In 1973, the Netherlands operated within the Bretton Woods system of fixed exchange rates, but this framework was in its final, tumultuous year of collapse. The Dutch guilder was officially pegged to the US dollar, yet this link was under immense strain. Global pressures, including the US decision to suspend dollar-gold convertibility in 1971, had already led to the Smithsonian Agreement, which created new parities. The guilder, considered a strong and stable currency, was revalued upwards by 2.76% against the dollar in December 1971 as part of this realignment, reflecting the Netherlands' robust economy and persistent balance-of-payments surpluses.
The year was dominated by the oil crisis, triggered by an embargo from Arab oil-producing nations in October following the Yom Kippur War. This caused the price of oil to quadruple, creating severe inflationary pressures and trade deficits across the West. For the Netherlands, a founding member of the European Economic Community (EEC), the crisis was particularly acute due to its heavy dependence on imported oil. The government responded with strict austerity measures, including car-free Sundays, which aimed to conserve fuel but also signaled deep economic disruption that would challenge the guilder's stability.
Within this volatile context, the Netherlands participated in the final efforts to maintain European currency stability. In March 1973, as the Bretton Woods system definitively broke down, the Netherlands joined the European "snake in the tunnel" arrangement. This mechanism, a forerunner to the European Monetary System, aimed to limit fluctuations between EEC currencies. The strong guilder was a core member of this "snake," but the economic shocks of the oil crisis made maintaining the required narrow bands exceptionally difficult. Thus, 1973 was a transitional year where the guilder moved from a dollar peg towards European monetary cooperation, all while navigating the most severe external economic shock of the decade.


WORK TASK:
From the line containing "What elements are" down to the final line of the entries below, quote every line verbatim. Exclude pictures.

[Data entries for graphics]
────────────────────────────────────────

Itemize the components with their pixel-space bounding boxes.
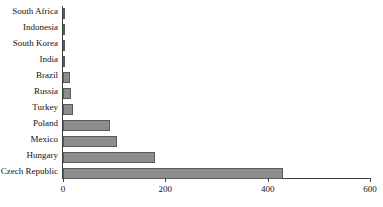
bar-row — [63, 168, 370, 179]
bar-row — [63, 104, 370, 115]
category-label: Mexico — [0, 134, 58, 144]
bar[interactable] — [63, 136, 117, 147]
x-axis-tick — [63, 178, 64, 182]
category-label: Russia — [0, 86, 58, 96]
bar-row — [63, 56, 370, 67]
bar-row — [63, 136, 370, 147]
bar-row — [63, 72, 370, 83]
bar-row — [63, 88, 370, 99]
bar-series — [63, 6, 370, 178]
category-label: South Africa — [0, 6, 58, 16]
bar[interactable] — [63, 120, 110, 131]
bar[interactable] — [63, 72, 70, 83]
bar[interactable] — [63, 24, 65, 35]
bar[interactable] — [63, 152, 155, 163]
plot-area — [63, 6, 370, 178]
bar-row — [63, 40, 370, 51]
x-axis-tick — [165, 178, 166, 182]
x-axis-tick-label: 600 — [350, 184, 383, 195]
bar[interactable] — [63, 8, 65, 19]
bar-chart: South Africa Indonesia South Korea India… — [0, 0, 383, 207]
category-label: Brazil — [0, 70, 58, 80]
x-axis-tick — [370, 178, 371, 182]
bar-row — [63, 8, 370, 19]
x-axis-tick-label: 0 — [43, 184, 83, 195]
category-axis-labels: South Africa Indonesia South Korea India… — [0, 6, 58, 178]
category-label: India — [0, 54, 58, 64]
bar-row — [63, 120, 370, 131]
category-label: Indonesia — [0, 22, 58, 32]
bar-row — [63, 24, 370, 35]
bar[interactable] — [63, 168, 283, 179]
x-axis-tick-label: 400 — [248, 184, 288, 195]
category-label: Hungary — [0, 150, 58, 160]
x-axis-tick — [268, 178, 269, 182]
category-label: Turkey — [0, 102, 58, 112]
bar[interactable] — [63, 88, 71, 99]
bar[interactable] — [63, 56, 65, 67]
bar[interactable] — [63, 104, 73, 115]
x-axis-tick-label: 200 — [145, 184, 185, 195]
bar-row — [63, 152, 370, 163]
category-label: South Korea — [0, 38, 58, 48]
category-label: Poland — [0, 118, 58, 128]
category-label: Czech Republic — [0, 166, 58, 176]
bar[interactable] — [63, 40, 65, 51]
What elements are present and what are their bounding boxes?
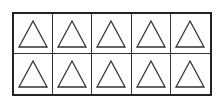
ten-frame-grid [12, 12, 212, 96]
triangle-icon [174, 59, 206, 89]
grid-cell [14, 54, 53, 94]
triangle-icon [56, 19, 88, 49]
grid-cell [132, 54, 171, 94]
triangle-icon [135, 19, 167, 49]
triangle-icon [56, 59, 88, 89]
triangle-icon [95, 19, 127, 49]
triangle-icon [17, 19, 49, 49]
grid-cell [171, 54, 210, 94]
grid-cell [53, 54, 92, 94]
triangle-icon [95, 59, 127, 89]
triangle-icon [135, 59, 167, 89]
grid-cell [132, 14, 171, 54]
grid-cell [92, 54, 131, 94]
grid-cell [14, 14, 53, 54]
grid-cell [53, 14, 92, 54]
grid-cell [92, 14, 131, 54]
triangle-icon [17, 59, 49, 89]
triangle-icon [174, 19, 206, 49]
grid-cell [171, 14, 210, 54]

────────────────────────────────────────

EXERCISE SOLUTION:
What elements are present and what are their bounding boxes?
ten-frame-grid [12, 12, 212, 96]
triangle-icon [174, 59, 206, 89]
grid-cell [14, 54, 53, 94]
triangle-icon [56, 19, 88, 49]
grid-cell [132, 54, 171, 94]
triangle-icon [135, 19, 167, 49]
triangle-icon [56, 59, 88, 89]
triangle-icon [95, 19, 127, 49]
triangle-icon [17, 19, 49, 49]
grid-cell [171, 54, 210, 94]
grid-cell [53, 54, 92, 94]
triangle-icon [95, 59, 127, 89]
triangle-icon [135, 59, 167, 89]
grid-cell [132, 14, 171, 54]
grid-cell [92, 54, 131, 94]
grid-cell [14, 14, 53, 54]
grid-cell [53, 14, 92, 54]
grid-cell [92, 14, 131, 54]
triangle-icon [17, 59, 49, 89]
triangle-icon [174, 19, 206, 49]
grid-cell [171, 14, 210, 54]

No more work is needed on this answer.